• **Exercise directions**: Using the line with "This screenshot has width=851, height=504." as your starting point, transcribe it and each line beneath it word for word until the records run out, without pictures.

• **Records for this exercise**:
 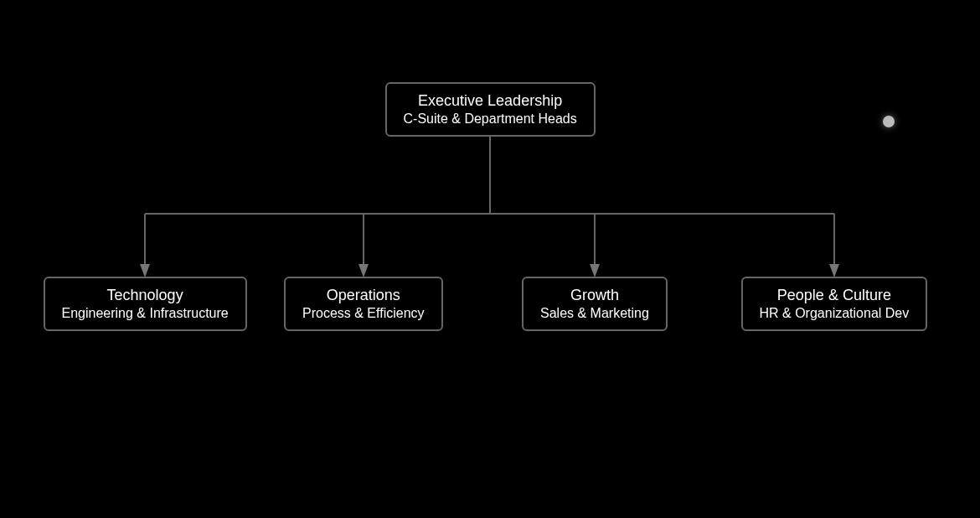 What do you see at coordinates (595, 295) in the screenshot?
I see `org-node-title: Growth` at bounding box center [595, 295].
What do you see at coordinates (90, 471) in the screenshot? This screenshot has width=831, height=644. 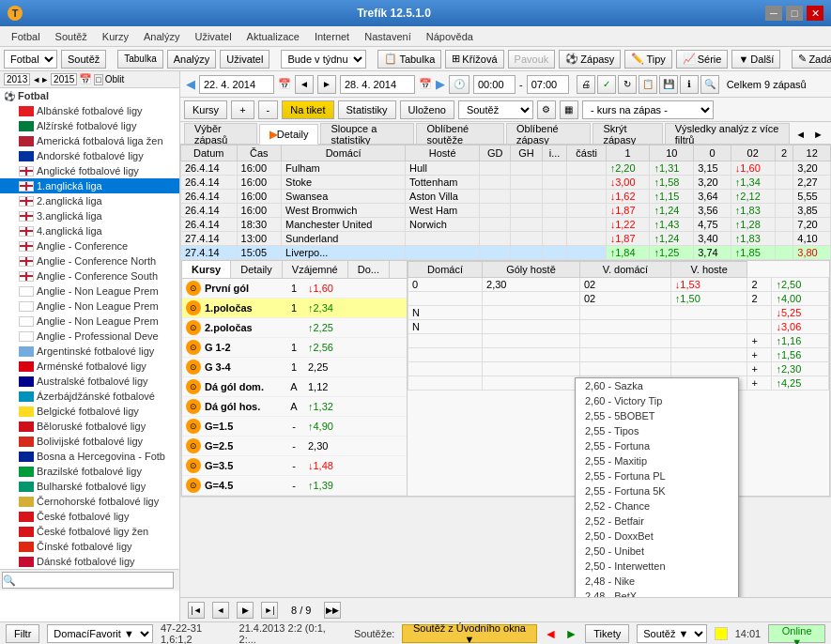 I see `sidebar-item-brazil: Brazilské fotbalové ligy` at bounding box center [90, 471].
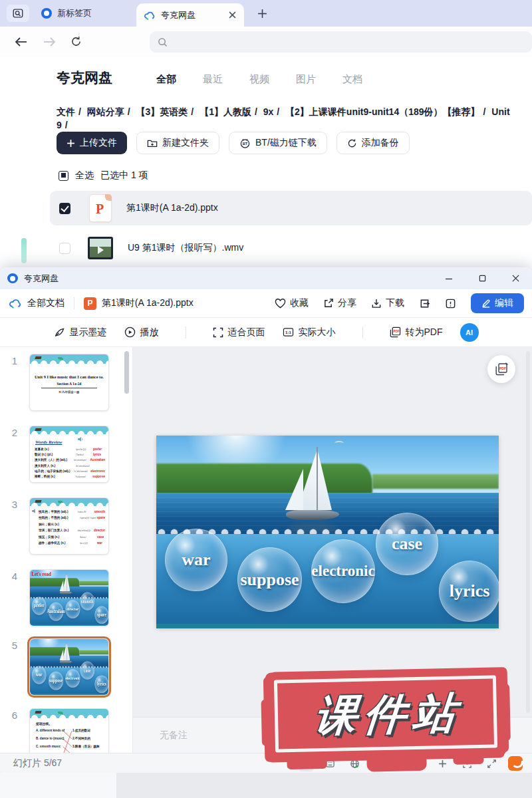  Describe the element at coordinates (166, 80) in the screenshot. I see `tab-all: 全部` at that location.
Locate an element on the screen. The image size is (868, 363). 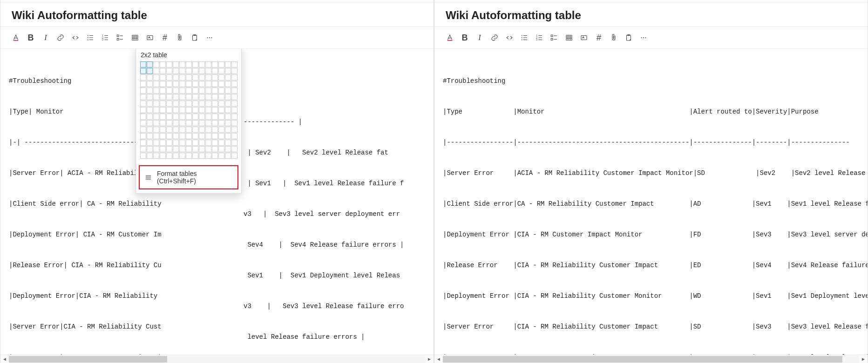
paste-icon is located at coordinates (195, 38).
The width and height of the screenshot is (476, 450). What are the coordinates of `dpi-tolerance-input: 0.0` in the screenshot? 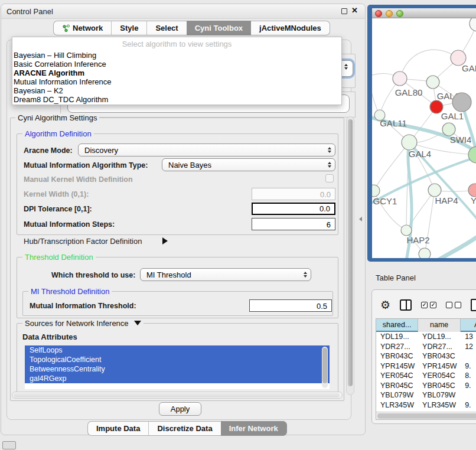 It's located at (294, 209).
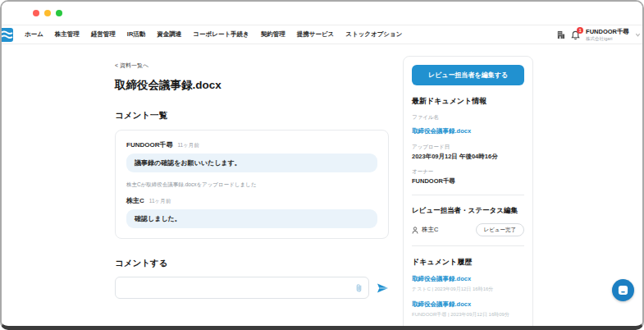  What do you see at coordinates (468, 148) in the screenshot?
I see `upload-date-label: アップロード日` at bounding box center [468, 148].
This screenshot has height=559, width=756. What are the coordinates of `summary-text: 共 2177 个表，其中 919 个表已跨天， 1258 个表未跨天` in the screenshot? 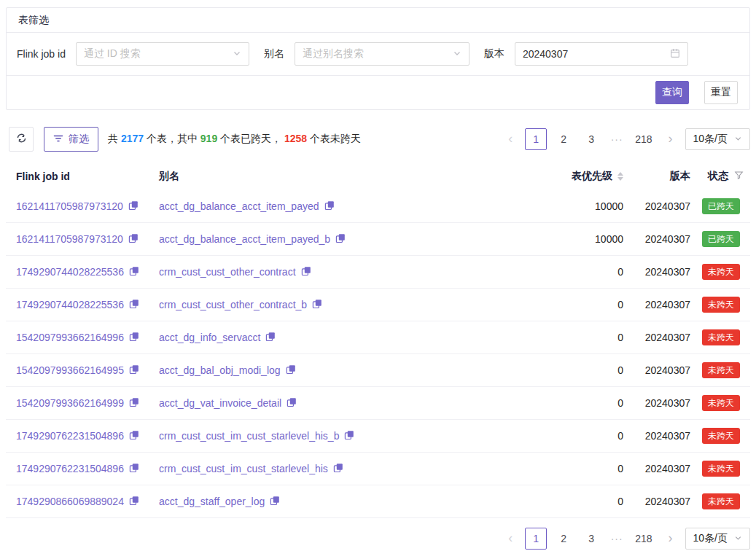 It's located at (235, 139).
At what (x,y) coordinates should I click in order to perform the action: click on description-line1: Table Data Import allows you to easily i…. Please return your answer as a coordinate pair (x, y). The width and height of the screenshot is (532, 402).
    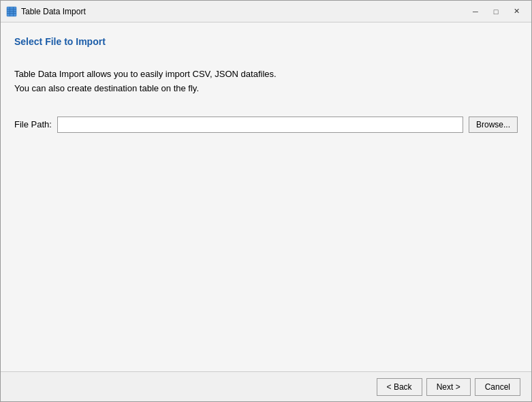
    Looking at the image, I should click on (266, 75).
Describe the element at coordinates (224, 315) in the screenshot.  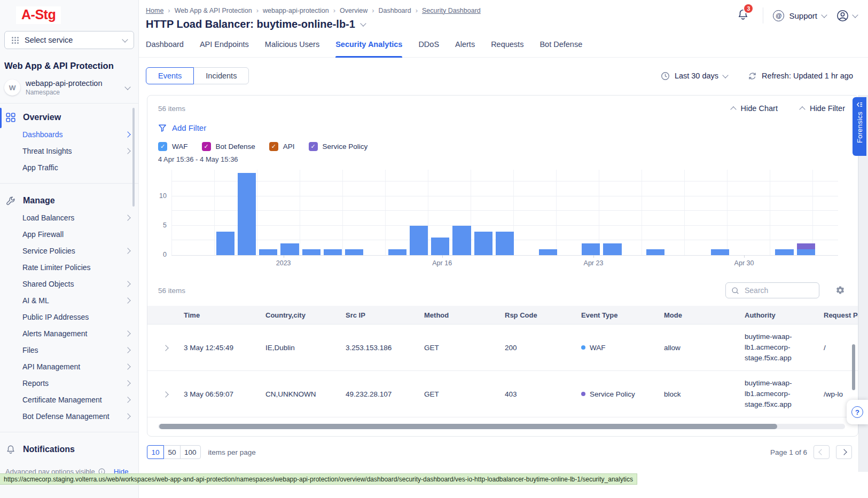
I see `column-header-time: Time` at that location.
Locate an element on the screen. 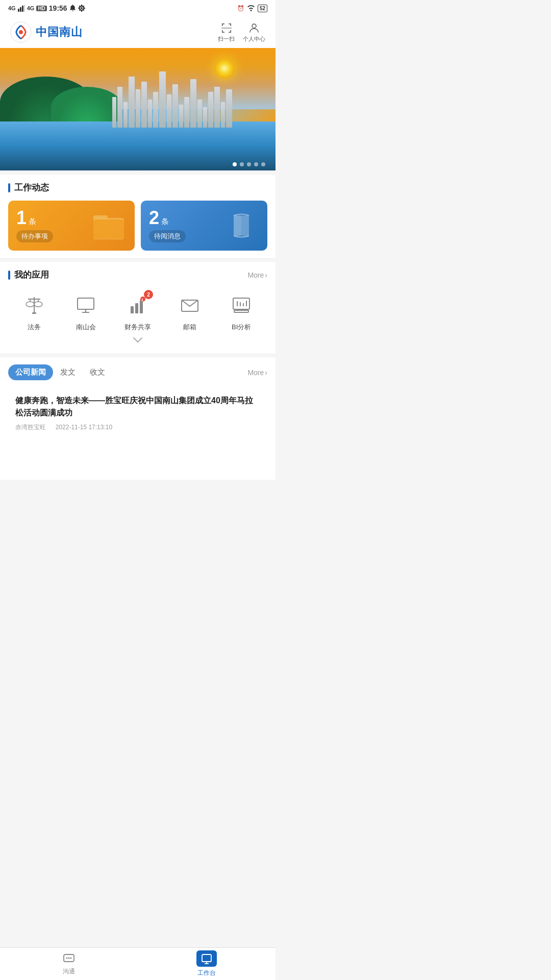 The width and height of the screenshot is (551, 980). app-icon-wrap-nanshan is located at coordinates (86, 305).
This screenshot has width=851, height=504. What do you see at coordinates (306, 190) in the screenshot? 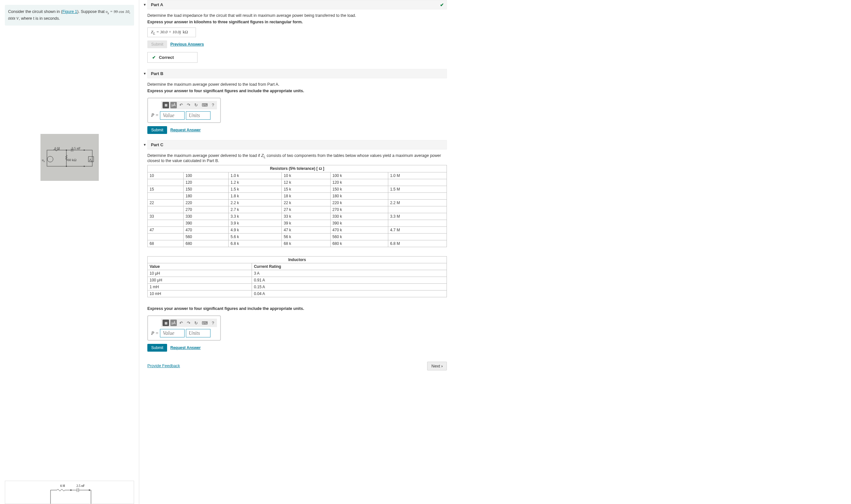
I see `table-cell: 15 k` at bounding box center [306, 190].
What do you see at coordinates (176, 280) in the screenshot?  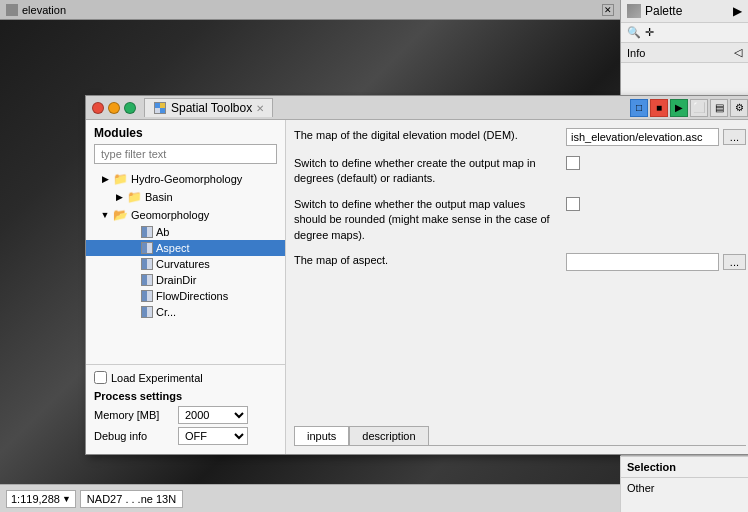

• **Task output**:
This screenshot has width=851, height=504. What do you see at coordinates (306, 190) in the screenshot? 
I see `table-cell: 15 k` at bounding box center [306, 190].
What do you see at coordinates (176, 280) in the screenshot?  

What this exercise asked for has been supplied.